The festival was roundly criticised at the time. Emily Blunt spoke out at a press conference, saying “everyone should wear flats, to be honest. We shouldn’t wear high heels. That’s very disappointing, just when you kind of think there are these new waves of equality.”
Credit: Getty
Then stars Kristen Stewart and Julia Roberts removed their high heels on the red carpet and defiantly strode up the steps of the film festival barefoot. “Things have to change immediately,” Stewart said, in 2016, about the dress code. “It has become really obvious that if [a man and I] were walking the red carpet together and someone stopped me and said, ‘Excuse me, young lady, you’re not wearing heels.
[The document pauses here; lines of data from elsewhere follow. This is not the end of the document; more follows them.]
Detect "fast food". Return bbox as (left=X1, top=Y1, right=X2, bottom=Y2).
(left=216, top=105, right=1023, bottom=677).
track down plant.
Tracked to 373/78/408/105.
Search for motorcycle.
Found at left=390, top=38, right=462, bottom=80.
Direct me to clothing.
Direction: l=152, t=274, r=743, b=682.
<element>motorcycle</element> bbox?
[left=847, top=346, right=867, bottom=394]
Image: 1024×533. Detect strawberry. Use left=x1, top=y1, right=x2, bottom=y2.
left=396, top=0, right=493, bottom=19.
You cannot come in.’ Then [I’m going to say], ‘Neither is my friend. Does he have to wear heels?’ It can work both ways… I get the black-tie thing but you should be able to do either version – flats or heels.”
These quotes are from 2016, a year after the festival first made headlines for reportedly enforcing a sexist and antiquated flat shoe ban. And yet, three years later in 2019, the festival has done it again.
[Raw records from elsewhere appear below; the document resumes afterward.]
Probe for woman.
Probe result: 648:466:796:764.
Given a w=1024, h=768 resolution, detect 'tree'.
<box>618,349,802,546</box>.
This week, a Cannes security guard tried to bar Claudia Eller, a critic from Variety from entering a screening because she was wearing flat shoes. “I’m having an argument with you because it is not fair,” Eller says in a video she posted to Twitter. “It is an antiquated system. I come here every year to Cannes… It is very sexist. Do you ever stop a man?”
Eventually, after threatening to post the video of their conversation to Variety, the security begrudgingly lets her past. But Eller’s point still stands.
The refusal to accept flat shoes as appropriately glamorous for the red carpet is a serious problem, whether or not there’s an official ban or not. It’s 2019 and women are already forced to endure more than men when it comes to red carpet dressing. The bar for women is already so high. While men can settle for a suit (and a pair of flat shoes), women have to squeeze themselves into Spanx and cantilever themselves into some ridiculous red carpet contraption for the purposes of taking some photographs. They must endure this all with a big smile on their face, lest they be branded a diva as Emily Blunt was at the Mary Poppins Returns premiere because she walked straight in the venue after posing on the red carpet in sub-zero temperatures in a silk dress and open-toe high heels.
“The red carpet is like a throwback to the Fifties,” Anna Brüggemann, the founder of the #NobodysDoll hashtag, told the Guardian. “Women are expected to squeeze into tight-fitting, low-cut dresses and totter on impossible heels in order to serve the gaze of those who’ll judge whether they are marketable or not. It’s time we had different images to look up to of headstrong, unconventional women.”
Cannes is the most glamorous of film festivals, there’s no doubt about it. And the gorgeous pictures that come from it do make for beautiful afternoon scrolling.
But if the festival’s organisers can’t understand that glamour isn’t solely the domain of slim, able-bodied, women in gowns and towering high heels, then we have a serious problem. It’s 2019, and women should be able to wear whatever they want.